17 Mar 2021
Posted by Andrew Kantor
Big news, especially for independent pharmacies. The other day we told you they’d been getting getting the short end of the stick when it came to Covid vaccine reimbursement. Guess what? The Biden administration has almost doubled (!) Medicare reimbursement from $23 to $40 per shot.
In the space of just a couple of months, the U.S. went from lagging the world in Covid-19 response to just about leading it*. What happened? It wasn’t just us doing things right — it was Europe screwing up.
Bureaucracy (“the E.U. first tried to make sure all 27 of its member countries agreed on how to approach the negotiations”), poor spending choices (“A single additional lockdown, like the one Italy announced this week, could wipe out any savings”), and vaccine skepticism.
Who knew how popular these sessions would be? Good news: We’ve added a tech vaccination training session: Saturday, March 20, from 9:00 am to noon at GPhA’s World Headquarters in Sandy Springs.
Help end the pandemic! Get officially trained to vaccinate so you can (under a pharmacist’s supervision, of course) give out Covid-19 vaccines. Click here for details — and see you there!
Psst: There’s self-study involved, so do it quickly and get ahead of the game.
Georgia Health News reports on how “Many Georgians to get insurance price break thanks to Covid bill”:
The subsidy boost could be especially helpful for people in southwest Georgia, an area that has some of the highest premiums in the nation, said Laura Colbert of the consumer advocacy group Georgians for a Healthy Future.
“Every consumer who shops for coverage will get a better deal than they were able to get even a few weeks ago,’’ she said.
If you were staring into the fridge thinking, “What three things can an independent pharmacy do to compete with Amazon?” you’re in luck: Forbes has an answer.
Purdue Pharma’s latest offer to end the thousands of opioid-crisis lawsuits it’s facing: The Sackler family has offered to pay about $4.3 billion — a billion more than its last offer — “to reimburse states, cities, and tribes for the costs associated with the long-running opioid crisis in the U.S.” But it would be on an undetermined schedule and wouldn’t start until 2024.
The plan would effectively dissolve the company, but the people responsible would not be help criminally liable.
“Two dozen state attorneys general immediately rejected the plan.”
The company has begun testing its mRNA vaccine on young children. If it’s effective, imagine schools going back to normal.
If Covid-19 becomes like the flu — requiring regular shots — well, Pfizer is ready.
[Pfizer execs] said there would be a chance for Pfizer to raise prices for the vaccine when Covid moves from a pandemic state to an endemic situation and the virus circulates continually in pockets around the globe.
[W]ith the resumption of “normal market conditions” over time, there would then be a chance for the company to take advantage of opportunities from “a demand…and pricing perspective.”
So it’s like this: Something like 90 percent of pancreatic cancers are resistant to immunotherapy. Why? Stony Brook University researchers think they’ve figured it out.
Apparently it’s all about a gene called KRAS, which does double-nasty-duty for the tumor — they help it grow, and they help it evade the cytoxic T-cells trying to attack it.
That means they’ve just found a juicy target for research: “[T]reatment of cancer will be improved by simultaneously inhibiting KRAS and activating immune pathways suppressed by the cancer.”
The new mRNA vaccines from Pfizer and Moderna are an entirely new kind of vaccine. So what’s the deal, why are they different, and why do you need a second dose? Answers, courtesy of the Conversation.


- [What you should do]: Look through the lines below; wherever the word "mark" appears, copy that line.
** Opening Entries supplied block **
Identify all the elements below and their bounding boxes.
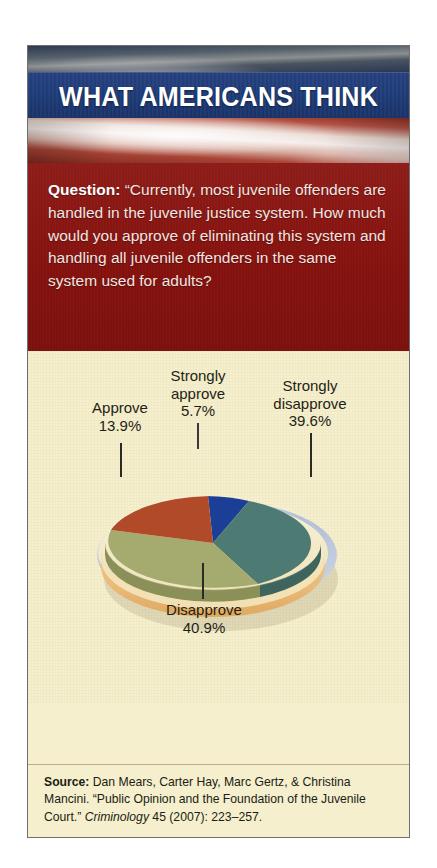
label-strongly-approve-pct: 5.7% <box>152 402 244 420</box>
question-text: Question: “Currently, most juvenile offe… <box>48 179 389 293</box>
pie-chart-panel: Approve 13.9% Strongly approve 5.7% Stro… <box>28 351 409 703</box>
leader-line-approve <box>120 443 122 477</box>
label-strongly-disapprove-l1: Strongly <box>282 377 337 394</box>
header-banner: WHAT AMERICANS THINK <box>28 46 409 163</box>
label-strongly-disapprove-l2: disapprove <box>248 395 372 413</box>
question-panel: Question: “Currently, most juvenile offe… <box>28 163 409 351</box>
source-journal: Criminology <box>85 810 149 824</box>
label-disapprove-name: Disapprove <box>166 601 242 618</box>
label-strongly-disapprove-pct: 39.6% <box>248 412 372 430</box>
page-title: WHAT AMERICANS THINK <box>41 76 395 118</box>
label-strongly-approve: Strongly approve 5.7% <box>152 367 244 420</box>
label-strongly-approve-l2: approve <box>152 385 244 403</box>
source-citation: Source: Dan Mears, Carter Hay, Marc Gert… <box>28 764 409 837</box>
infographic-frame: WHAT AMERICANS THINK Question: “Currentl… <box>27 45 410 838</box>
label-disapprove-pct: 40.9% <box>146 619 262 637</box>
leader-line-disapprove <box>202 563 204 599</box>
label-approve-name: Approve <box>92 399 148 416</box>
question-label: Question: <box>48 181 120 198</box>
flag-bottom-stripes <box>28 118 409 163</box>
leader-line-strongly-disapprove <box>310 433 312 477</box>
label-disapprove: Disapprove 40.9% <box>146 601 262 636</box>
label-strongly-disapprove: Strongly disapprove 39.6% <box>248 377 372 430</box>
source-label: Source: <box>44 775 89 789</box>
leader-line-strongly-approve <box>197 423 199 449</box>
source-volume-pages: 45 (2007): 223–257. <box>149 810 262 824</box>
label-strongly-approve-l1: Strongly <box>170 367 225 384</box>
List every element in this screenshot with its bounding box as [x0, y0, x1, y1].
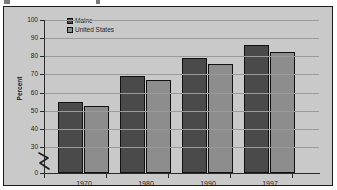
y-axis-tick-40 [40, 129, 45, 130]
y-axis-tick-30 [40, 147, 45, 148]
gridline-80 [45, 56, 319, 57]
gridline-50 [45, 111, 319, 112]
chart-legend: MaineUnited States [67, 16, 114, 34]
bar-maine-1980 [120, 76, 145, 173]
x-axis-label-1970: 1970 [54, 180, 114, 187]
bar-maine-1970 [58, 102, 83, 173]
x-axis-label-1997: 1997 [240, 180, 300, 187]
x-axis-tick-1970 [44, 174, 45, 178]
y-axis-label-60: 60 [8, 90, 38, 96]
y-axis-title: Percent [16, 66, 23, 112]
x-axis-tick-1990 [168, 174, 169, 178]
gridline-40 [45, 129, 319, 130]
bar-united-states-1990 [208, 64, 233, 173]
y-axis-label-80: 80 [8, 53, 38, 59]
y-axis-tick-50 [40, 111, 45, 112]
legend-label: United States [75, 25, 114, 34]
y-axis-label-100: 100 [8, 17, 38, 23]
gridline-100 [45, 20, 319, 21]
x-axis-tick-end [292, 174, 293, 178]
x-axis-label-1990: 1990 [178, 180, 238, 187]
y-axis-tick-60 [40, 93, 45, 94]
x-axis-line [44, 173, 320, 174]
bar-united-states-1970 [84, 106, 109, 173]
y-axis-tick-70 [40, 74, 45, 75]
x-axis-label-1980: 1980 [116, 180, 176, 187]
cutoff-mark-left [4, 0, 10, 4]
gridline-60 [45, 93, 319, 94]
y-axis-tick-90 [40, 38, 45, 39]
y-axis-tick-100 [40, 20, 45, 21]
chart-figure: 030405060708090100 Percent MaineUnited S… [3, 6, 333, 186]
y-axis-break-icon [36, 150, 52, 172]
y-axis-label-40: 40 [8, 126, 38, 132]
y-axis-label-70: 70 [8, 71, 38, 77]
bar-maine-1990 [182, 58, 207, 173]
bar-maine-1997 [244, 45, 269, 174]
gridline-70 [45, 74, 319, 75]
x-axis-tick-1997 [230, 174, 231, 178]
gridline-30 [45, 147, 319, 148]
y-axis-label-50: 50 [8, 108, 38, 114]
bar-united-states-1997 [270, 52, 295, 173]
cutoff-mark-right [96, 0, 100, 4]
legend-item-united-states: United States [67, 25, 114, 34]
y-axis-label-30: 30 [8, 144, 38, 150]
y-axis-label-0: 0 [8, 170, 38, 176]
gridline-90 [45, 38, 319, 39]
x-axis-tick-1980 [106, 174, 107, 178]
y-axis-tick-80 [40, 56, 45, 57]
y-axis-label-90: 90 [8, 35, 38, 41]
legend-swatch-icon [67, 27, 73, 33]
** Closing Entries supplied block **
- [Problem solution]:
cutoff-mark-left [4, 0, 10, 4]
cutoff-mark-right [96, 0, 100, 4]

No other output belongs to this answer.